— WORK ITEM —
The line containing "At what (x,y)" marks where copying starts, so set down that line and each one after it exactly, through the end of the records.

— SUPPLIED RECORDS —
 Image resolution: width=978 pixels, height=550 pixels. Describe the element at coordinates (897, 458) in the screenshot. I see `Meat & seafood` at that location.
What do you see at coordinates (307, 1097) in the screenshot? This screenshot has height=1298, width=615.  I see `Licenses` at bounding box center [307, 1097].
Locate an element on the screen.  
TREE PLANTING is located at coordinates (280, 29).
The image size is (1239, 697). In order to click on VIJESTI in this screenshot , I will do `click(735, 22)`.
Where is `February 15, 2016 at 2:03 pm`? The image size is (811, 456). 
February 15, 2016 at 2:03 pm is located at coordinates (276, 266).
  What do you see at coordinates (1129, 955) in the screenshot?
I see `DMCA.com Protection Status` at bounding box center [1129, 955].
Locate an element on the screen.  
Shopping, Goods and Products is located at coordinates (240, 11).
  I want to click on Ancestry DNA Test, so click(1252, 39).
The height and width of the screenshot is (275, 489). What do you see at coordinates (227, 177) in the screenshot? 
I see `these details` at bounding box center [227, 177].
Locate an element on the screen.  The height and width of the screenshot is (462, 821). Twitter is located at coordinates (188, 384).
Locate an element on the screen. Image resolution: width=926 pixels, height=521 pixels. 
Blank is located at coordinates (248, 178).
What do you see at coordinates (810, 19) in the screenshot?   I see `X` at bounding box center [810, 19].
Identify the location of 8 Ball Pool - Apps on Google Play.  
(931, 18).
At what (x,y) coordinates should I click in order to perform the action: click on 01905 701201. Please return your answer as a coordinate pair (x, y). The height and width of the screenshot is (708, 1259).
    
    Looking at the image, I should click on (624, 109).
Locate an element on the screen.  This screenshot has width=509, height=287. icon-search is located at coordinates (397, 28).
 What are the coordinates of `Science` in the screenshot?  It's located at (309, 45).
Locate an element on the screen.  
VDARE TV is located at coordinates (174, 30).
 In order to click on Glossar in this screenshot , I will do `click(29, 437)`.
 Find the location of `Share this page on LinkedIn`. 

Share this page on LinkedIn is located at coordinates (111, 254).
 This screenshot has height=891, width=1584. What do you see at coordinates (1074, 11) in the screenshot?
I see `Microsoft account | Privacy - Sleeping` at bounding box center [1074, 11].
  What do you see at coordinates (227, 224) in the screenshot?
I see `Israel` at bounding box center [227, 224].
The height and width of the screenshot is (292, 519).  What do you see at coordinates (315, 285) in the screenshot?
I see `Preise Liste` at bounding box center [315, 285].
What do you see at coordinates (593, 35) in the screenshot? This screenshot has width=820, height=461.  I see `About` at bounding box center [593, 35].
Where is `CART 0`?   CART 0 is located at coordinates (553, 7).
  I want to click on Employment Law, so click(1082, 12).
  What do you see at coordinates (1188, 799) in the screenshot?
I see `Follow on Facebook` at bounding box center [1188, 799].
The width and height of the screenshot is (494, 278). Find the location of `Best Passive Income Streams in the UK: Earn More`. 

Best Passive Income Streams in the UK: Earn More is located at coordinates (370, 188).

— ANSWER FOR THE TASK —
At what (x,y) coordinates should I click in order to perform the action: click on 01905 701201. Please return your answer as a coordinate pair (x, y). The height and width of the screenshot is (708, 1259).
    
    Looking at the image, I should click on (624, 109).
Locate an element on the screen.  This screenshot has width=509, height=287. icon-search is located at coordinates (397, 28).
 What are the coordinates of `Science` in the screenshot?  It's located at (309, 45).
Locate an element on the screen.  
VDARE TV is located at coordinates (174, 30).
 In order to click on Glossar in this screenshot , I will do `click(29, 437)`.
 Find the location of `Share this page on LinkedIn`. 

Share this page on LinkedIn is located at coordinates (111, 254).
 This screenshot has height=891, width=1584. What do you see at coordinates (1074, 11) in the screenshot?
I see `Microsoft account | Privacy - Sleeping` at bounding box center [1074, 11].
  What do you see at coordinates (227, 224) in the screenshot?
I see `Israel` at bounding box center [227, 224].
The height and width of the screenshot is (292, 519).  What do you see at coordinates (315, 285) in the screenshot?
I see `Preise Liste` at bounding box center [315, 285].
What do you see at coordinates (593, 35) in the screenshot? This screenshot has width=820, height=461.  I see `About` at bounding box center [593, 35].
Where is `CART 0`?   CART 0 is located at coordinates (553, 7).
  I want to click on Employment Law, so click(1082, 12).
  What do you see at coordinates (1188, 799) in the screenshot?
I see `Follow on Facebook` at bounding box center [1188, 799].
The width and height of the screenshot is (494, 278). Find the location of `Best Passive Income Streams in the UK: Earn More`. 

Best Passive Income Streams in the UK: Earn More is located at coordinates (370, 188).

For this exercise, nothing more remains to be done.